A habit of astrophotographers is to keep fiddling, never know when to stop. So this is a reprocessing of the data. No major change but several little bits of fiddling with curves. Is it any better? A matter of personal opinion of course, but I think I prefer this to the others.
More frames taken of the Cocoon to make a total of 4 hours 50 mins. The second set wasn't as good as the first but serviceable. I'd lost 5 during the night, one to a lost guide star through cloud and 4 to haze and dawn.
I stacked all of the frames together in Astroart, and though it did the job well, I'd have had to crop and reduce the size of the photograph, so I processed them separately then stacked and did the rotating in Photoshop and retained the full size. Hopefully the difference is apparent.

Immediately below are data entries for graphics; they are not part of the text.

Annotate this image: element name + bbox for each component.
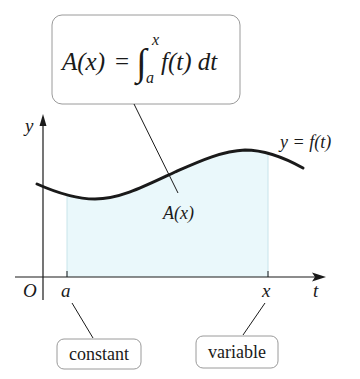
origin-label: O [23, 280, 37, 301]
constant-callout-text: constant [69, 344, 129, 364]
area-label: A(x) [162, 203, 194, 224]
y-axis-label: y [23, 115, 34, 136]
t-axis-label: t [313, 280, 319, 301]
formula-lower-limit: a [146, 69, 154, 86]
x-tick-label: x [261, 280, 271, 301]
a-label: a [61, 280, 71, 301]
formula-upper-limit: x [151, 31, 159, 48]
formula-equals: = [115, 48, 129, 75]
formula-lhs: A(x) [60, 48, 105, 76]
variable-leader-line [243, 303, 265, 335]
y-axis-arrow-icon [40, 114, 47, 126]
formula-integrand: f(t) dt [161, 48, 218, 76]
diagram: A(x) = ∫ x a f(t) dt y y = f(t) A(x) O a… [0, 0, 360, 379]
constant-leader-line [72, 303, 93, 338]
curve-label: y = f(t) [278, 132, 331, 153]
variable-callout-text: variable [208, 342, 266, 362]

Taken 23.7.12, on a good clear night when the Milky Way was easily seen right across the sky, from Austerfield.
This is in a part of Cygnus, full of stars, being in the middle of the Milky Way band. The nebula is known for the dark nebulosity, Barnard 168, flowing round it and westwards from it.
The how? SX M25C camera in a William 98FLT, guided by an SX H9C, both on an AP 900GTO mount. The exposure was 36x300sec. Acquisition and calibration with flats and biases in Astroart, with final processing in Photoshop.